The remaining $2.5 billion are desperately needed. Nearly 40% of Gaza’s citizens live below the poverty line. Neighborhoods still lay in ruins, and an overwhelming majority of the population lacks access to electricity and clean water. Nickolay Mladenov, UN Special Coordinator for the Middle East Peace Process, recently noted, “No human being who visits can remain untouched by the terrible devastation that one sees here in Gaza.”

The World Bank report calls for an easing of the blockade to allow reconstruction materials to reach residents. It also says that the Palestinian Authority must strengthen its leadership to rebuild a Gazan economy that is “on the verge of collapse.”

– Caitlin Harrison

Sources: The Guardian, The World Bank BBC Vice News UN News Centre
Photo: Daily Mail

 

The world’s eyes are focused on the rockets being fired between Hamas and Israel. This conflict, which was recently escalated after three Israeli teens were found dead in the West Bank, has claimed the lives of 260 Palestinians. To understand the full scope of suffering that the Palestinians in the Gaza Strip are undergoing, we must focus on the humanitarian crisis in Gaza.

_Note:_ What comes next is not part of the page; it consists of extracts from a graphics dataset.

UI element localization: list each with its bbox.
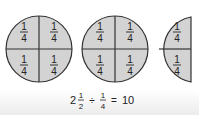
whole-circle-2 xyxy=(82,16,148,82)
svg-text:4: 4 xyxy=(127,66,133,77)
svg-text:1: 1 xyxy=(21,54,27,65)
equation-operator: ÷ xyxy=(89,95,95,106)
svg-text:4: 4 xyxy=(51,66,57,77)
equation-equals: = xyxy=(111,95,117,106)
equation-divisor-numerator: 1 xyxy=(101,91,106,100)
equation-result: 10 xyxy=(122,94,134,106)
svg-text:4: 4 xyxy=(21,66,27,77)
svg-text:4: 4 xyxy=(21,33,27,44)
svg-text:1: 1 xyxy=(97,21,103,32)
svg-text:1: 1 xyxy=(174,21,180,32)
svg-text:1: 1 xyxy=(51,54,57,65)
equation-mixed-numerator: 1 xyxy=(79,91,84,100)
svg-text:4: 4 xyxy=(174,33,180,44)
svg-text:1: 1 xyxy=(127,21,133,32)
equation-whole: 2 xyxy=(70,94,76,106)
whole-circle-1 xyxy=(6,16,72,82)
equation-mixed-denominator: 2 xyxy=(79,102,84,111)
svg-text:4: 4 xyxy=(97,33,103,44)
svg-text:4: 4 xyxy=(174,66,180,77)
svg-text:1: 1 xyxy=(51,21,57,32)
fraction-circles-diagram: 14141414141414141414 2 1 2 ÷ 1 4 = 10 xyxy=(0,0,199,115)
equation-divisor-denominator: 4 xyxy=(101,102,106,111)
svg-text:1: 1 xyxy=(97,54,103,65)
svg-text:4: 4 xyxy=(97,66,103,77)
equation: 2 1 2 ÷ 1 4 = 10 xyxy=(70,91,134,111)
svg-text:1: 1 xyxy=(21,21,27,32)
svg-text:4: 4 xyxy=(51,33,57,44)
svg-text:1: 1 xyxy=(127,54,133,65)
svg-text:4: 4 xyxy=(127,33,133,44)
svg-text:1: 1 xyxy=(174,54,180,65)
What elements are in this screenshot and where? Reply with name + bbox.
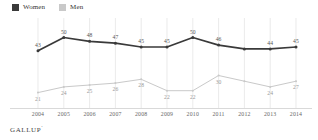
data-point-women-2005[interactable] xyxy=(62,36,65,39)
data-point-men-2010[interactable] xyxy=(192,90,194,92)
x-axis-label-2011: 2011 xyxy=(213,111,225,118)
gallup-logo: GALLUP’ xyxy=(10,125,43,134)
data-label-men-2010: 22 xyxy=(190,94,196,100)
x-axis-label-2005: 2005 xyxy=(58,111,70,118)
data-label-men-2014: 27 xyxy=(293,84,299,90)
x-axis-label-2007: 2007 xyxy=(109,111,121,118)
data-label-women-2011: 46 xyxy=(216,36,222,42)
data-label-women-2014: 45 xyxy=(293,38,299,44)
data-point-women-2004[interactable] xyxy=(37,49,40,52)
data-point-men-2004[interactable] xyxy=(37,92,39,94)
data-point-women-2008[interactable] xyxy=(140,46,143,49)
data-label-women-2013: 44 xyxy=(267,40,273,46)
legend-item-women[interactable]: Women xyxy=(12,4,45,11)
plot-area: 4350484745455046444521242526282222302427… xyxy=(0,16,318,120)
data-point-men-2006[interactable] xyxy=(89,84,91,86)
data-label-men-2004: 21 xyxy=(35,96,41,102)
data-label-women-2009: 45 xyxy=(164,38,170,44)
data-point-women-2006[interactable] xyxy=(88,40,91,43)
gallup-line-chart: WomenMen 4350484745455046444521242526282… xyxy=(0,0,318,140)
trademark-mark: ’ xyxy=(41,125,43,130)
legend-swatch-women-icon xyxy=(12,4,19,11)
data-point-men-2012[interactable] xyxy=(243,80,245,82)
x-axis-label-2004: 2004 xyxy=(32,111,44,118)
legend-item-men[interactable]: Men xyxy=(59,4,83,11)
data-label-men-2011: 30 xyxy=(216,79,222,85)
x-axis-label-2006: 2006 xyxy=(83,111,95,118)
plot-svg xyxy=(0,16,318,120)
data-point-men-2011[interactable] xyxy=(218,75,220,77)
x-axis-label-2009: 2009 xyxy=(161,111,173,118)
data-point-women-2014[interactable] xyxy=(295,46,298,49)
data-point-men-2007[interactable] xyxy=(114,82,116,84)
data-point-men-2014[interactable] xyxy=(295,80,297,82)
data-label-women-2005: 50 xyxy=(61,29,67,35)
x-axis-label-2013: 2013 xyxy=(264,111,276,118)
data-point-women-2009[interactable] xyxy=(166,46,169,49)
x-axis-label-2012: 2012 xyxy=(238,111,250,118)
chart-legend: WomenMen xyxy=(12,4,83,11)
data-label-women-2004: 43 xyxy=(35,42,41,48)
data-label-men-2008: 28 xyxy=(138,82,144,88)
data-label-men-2006: 25 xyxy=(87,88,93,94)
legend-label-men: Men xyxy=(70,4,83,11)
data-label-women-2007: 47 xyxy=(112,34,118,40)
data-label-men-2005: 24 xyxy=(61,90,67,96)
data-label-women-2008: 45 xyxy=(138,38,144,44)
legend-swatch-men-icon xyxy=(59,4,66,11)
data-point-women-2013[interactable] xyxy=(269,47,272,50)
data-label-men-2013: 24 xyxy=(267,90,273,96)
gallup-wordmark: GALLUP xyxy=(10,126,41,134)
data-point-men-2013[interactable] xyxy=(269,86,271,88)
data-point-men-2009[interactable] xyxy=(166,90,168,92)
data-label-men-2009: 22 xyxy=(164,94,170,100)
data-label-women-2010: 50 xyxy=(190,29,196,35)
data-point-women-2010[interactable] xyxy=(191,36,194,39)
legend-label-women: Women xyxy=(23,4,45,11)
x-axis-label-2008: 2008 xyxy=(135,111,147,118)
data-point-men-2005[interactable] xyxy=(63,86,65,88)
x-axis-label-2010: 2010 xyxy=(187,111,199,118)
data-point-men-2008[interactable] xyxy=(140,78,142,80)
data-point-women-2011[interactable] xyxy=(217,44,220,47)
data-label-women-2006: 48 xyxy=(87,32,93,38)
data-label-men-2007: 26 xyxy=(112,86,118,92)
data-point-women-2007[interactable] xyxy=(114,42,117,45)
x-axis-label-2014: 2014 xyxy=(290,111,302,118)
data-point-women-2012[interactable] xyxy=(243,47,246,50)
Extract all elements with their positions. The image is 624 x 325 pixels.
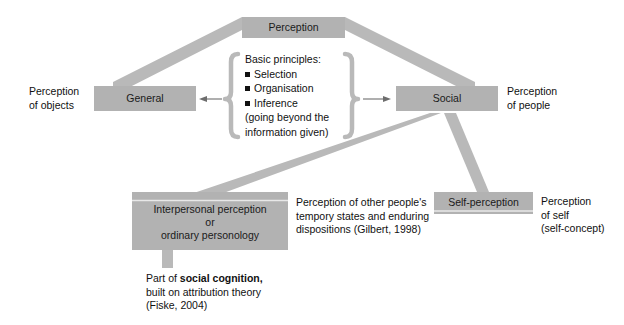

The humanitarian crisis in Gaza is largely defined by a deteriorating economy that cannot keep up with the rate of population growth. As a result, more and more people in Gaza do not have proper access to essential services for their livelihood. This causes extreme conditions to persist in the Gaza Strip, where 38 percent of the population lives below the poverty line and 45 percent are unemployed.

A United Nations report, called The Palmer Report, concluded that the Blockade of the Gaza Strip is the main cause of the humanitarian crisis in Gaza. The Blockade is a full land, sea and air blockade on the Gaza strip issued by Israel and Egypt since 2007. This puts a severe limit on the movement of people and goods in and out of the Gaza Strip, preventing the normal functioning of the economy in Gaza.

Israel argues that the implementation of the Blockade is to prevent weapons and military equipment from reaching Gaza and going into Hamas’ hands. Although this Blockade may have successfully prevented military weapons from reaching Hamas, it has also prevented essential goods from reaching the people of Gaza. Claims that Israel’s main motivation in upholding the Blockade is for security reasons have been challenged by cables obtained by Wikileaks. One of the cables stated that in 2008, Israel told U.S. officials “they intend to keep the Gazan economy on the brink of collapse.” Due to the economic effects imposed by The Blockade on Gaza, its legality has been challenged by many prominent public figures and organizations, such as U.N. envoy Desmond Tutu, the International Committee of the Red Cross and the United Nations Human Rights Council head Navi Pillay.

As the Wikileaks cable demonstrated, economic punishment is precisely what is happening in Gaza due to the Blockade. Due to the lack of exports and imports, 54 percent of households in Gaza face food insecurity. The Blockade has stopped the entrance of necessary construction material and equipment, preventing the construction of homes that have been destroyed by rocket fire. More generally, the prevention of movement of goods in Gaza has generated poor services and infrastructure that are vital to those living in the Gaza Strip. Half of the population of the Gaza Strip does not have access to water supply due to the lack of proper repairs for a crumbling infrastructure.

Oxfam International and The United Nations Relief and Works Agency have helped thousands of Palestinians by using aid to provide important services and supplies. The importance of these relief agencies is highlighted by the fact that 75 percent of households in the Gaza Strip receive outside aid.

Due to the lack of access to essential services, a crippled economy and constant bombardment, the Gaza Strip is facing an unprecedented humanitarian crisis and the situation is only getting worse with escalating conflict and violence.